Collective effervescence is a sociological concept coined by Émile Durkheim. According to Durkheim, a community or society may at times come together and simultaneously communicate the same thought and participate in the same action. They become swept up into a world entirely different. He found that people within a group felt united in a more intense way when they came together for unique experiences, a “sensation of sacredness” that happens when we are a part of something bigger than us. Experiences like celebrating a 108-year wait for a World Series, marching with thousands of others in support of a mutual cause, or singing and dancing together to our favorite band live in concert.
During these experiences, our focus shifts from self to group. It is more than just people coming together to distract themselves from life by watching a game, volunteering, or attending an event. It is an opportunity to feel joy, social connection, meaning, and peace – and then share it! These experiences can occur even in simple such as watching TV together, in our family it is Jeopardy. Research suggests that people who experience these things are likely to be happier and feel less anxious and depressed.

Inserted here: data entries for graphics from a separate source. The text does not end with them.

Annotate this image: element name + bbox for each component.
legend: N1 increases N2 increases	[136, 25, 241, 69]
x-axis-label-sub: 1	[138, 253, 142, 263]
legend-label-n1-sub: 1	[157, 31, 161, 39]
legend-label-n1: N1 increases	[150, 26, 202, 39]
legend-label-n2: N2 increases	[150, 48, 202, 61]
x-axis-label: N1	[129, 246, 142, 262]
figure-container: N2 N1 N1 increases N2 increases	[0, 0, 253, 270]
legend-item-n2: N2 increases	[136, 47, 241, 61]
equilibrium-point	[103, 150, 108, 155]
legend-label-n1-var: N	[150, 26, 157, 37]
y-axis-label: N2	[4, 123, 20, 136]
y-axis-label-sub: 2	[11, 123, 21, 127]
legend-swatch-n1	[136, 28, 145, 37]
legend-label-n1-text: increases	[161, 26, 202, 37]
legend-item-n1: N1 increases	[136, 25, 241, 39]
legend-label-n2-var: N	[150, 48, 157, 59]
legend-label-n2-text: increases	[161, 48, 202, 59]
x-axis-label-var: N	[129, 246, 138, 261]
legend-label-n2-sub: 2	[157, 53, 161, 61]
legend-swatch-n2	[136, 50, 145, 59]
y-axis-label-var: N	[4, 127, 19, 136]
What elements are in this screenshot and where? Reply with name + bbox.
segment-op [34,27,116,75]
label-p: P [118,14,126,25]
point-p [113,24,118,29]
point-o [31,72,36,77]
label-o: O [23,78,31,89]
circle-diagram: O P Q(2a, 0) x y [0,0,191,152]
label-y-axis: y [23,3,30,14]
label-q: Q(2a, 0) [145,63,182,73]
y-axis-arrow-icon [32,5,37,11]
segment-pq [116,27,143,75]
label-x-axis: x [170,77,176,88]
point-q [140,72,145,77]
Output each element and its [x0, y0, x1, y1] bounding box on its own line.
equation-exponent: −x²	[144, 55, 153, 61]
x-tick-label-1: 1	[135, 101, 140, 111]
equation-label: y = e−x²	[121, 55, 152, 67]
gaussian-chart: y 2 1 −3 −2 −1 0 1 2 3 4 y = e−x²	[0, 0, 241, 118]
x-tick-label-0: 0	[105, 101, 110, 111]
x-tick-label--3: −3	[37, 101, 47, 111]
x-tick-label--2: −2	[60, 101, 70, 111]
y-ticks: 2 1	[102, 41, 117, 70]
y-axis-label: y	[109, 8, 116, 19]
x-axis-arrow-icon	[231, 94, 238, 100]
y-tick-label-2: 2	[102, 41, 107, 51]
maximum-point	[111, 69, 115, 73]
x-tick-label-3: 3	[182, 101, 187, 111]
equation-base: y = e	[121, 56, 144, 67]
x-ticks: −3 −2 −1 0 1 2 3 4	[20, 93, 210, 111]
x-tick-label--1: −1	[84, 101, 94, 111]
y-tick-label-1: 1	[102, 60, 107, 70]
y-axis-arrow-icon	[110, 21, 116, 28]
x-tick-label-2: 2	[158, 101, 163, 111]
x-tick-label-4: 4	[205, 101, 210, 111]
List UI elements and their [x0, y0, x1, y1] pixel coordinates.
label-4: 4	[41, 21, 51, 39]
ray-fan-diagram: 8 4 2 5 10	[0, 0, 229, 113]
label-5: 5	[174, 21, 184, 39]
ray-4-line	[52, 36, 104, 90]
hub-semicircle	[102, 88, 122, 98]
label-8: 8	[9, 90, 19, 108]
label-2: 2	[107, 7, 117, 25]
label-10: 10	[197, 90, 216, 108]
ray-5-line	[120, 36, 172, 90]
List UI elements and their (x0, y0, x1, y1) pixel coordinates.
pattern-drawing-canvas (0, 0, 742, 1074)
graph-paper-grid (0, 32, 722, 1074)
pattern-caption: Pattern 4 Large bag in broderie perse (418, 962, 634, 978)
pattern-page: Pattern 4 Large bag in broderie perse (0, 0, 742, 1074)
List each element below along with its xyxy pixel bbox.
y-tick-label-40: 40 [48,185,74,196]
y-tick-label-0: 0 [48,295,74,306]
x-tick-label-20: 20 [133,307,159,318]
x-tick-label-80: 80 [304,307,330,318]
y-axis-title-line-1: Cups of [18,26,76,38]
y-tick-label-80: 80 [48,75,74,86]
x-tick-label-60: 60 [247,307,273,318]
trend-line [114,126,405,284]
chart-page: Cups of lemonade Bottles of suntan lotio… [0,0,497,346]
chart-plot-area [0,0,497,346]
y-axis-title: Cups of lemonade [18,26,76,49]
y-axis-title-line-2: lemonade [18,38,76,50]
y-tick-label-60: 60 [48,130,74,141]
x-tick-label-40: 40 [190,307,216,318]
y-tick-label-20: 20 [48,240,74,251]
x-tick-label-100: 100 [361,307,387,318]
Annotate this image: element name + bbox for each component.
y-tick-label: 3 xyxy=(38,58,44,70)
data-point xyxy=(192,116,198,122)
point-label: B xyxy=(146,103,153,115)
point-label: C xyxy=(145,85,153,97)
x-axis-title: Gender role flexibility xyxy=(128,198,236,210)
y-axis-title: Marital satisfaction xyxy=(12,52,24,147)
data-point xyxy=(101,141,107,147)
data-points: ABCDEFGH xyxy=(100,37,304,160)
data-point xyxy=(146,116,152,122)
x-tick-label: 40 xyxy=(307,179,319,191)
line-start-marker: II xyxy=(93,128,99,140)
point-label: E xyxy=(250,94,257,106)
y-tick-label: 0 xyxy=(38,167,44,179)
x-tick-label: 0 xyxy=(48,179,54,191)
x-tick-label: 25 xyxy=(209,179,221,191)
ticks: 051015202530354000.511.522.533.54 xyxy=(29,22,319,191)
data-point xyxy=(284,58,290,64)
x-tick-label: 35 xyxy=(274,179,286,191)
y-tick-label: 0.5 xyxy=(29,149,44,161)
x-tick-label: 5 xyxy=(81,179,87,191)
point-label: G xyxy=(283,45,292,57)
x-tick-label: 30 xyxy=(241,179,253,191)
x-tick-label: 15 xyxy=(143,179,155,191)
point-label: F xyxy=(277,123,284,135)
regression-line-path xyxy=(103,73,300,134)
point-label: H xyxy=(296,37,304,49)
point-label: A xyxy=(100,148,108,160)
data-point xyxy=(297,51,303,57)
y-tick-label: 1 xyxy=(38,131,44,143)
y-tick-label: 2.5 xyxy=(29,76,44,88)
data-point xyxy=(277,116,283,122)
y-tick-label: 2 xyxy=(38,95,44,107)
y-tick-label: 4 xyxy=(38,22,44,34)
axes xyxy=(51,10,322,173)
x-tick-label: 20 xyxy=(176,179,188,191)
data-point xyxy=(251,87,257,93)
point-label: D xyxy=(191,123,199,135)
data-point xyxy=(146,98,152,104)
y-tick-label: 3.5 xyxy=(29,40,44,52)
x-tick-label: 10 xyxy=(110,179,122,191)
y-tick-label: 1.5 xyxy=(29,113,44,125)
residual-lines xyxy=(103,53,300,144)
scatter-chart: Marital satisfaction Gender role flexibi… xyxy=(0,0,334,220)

A shining example is the sense of belonging we have during the Olympics. Suddenly we become friends with strangers at a bar as we cheer together. I still feel the goosebumps from 1980 Lake Placid Winter Olympics and the US Men’s Hockey team. There is a YouTube video of a truly magical moment from July 24, 2013, when Liverpool Football Club played a match at the Melbourne Cricket Ground and 95,000 Australian fans swayed in unison singing the club’s anthem, “You’ll Never Walk Alone.” There are also examples in sadder times like the space shuttle Challenger explosion and 9/11.
The technical definition of effervescence is the escape of gas from an aqueous solution and the foaming or fizzing resulting from that release. I apologize for the technical explanation diversion, but for the record, I am a degreed Chemical Engineer. When talking about effervescence in this manner, we note it begins with a liquid. Life is in motion like water, a constant flow which generates oxygen and supports living beings. J.D. Salinger wrote, “The fact is always obvious much too late, but the most singular difference between happiness and joy is that happiness is a solid and joy a liquid.” Happiness is stagnant, joy has a flow to it.
Shared encounters play an important role in our psyches. They create a feeling of unity and an uplift in positive energy that boosts the larger community. It doesn’t have to be a big event with thousands of strangers. I have had this feeling after talking with a seatmate on a two-hour flight. Zoom cannot do that. COVID has made an impact and altered the sharing of rituals and events that mark the passage of time and important life transitions. Weddings, funerals, and graduations give us a sense of meaning, they are sacred events, which makes forgoing them so hard. When people stop gathering to share emotional experiences, their sense of togetherness tends to dissipate.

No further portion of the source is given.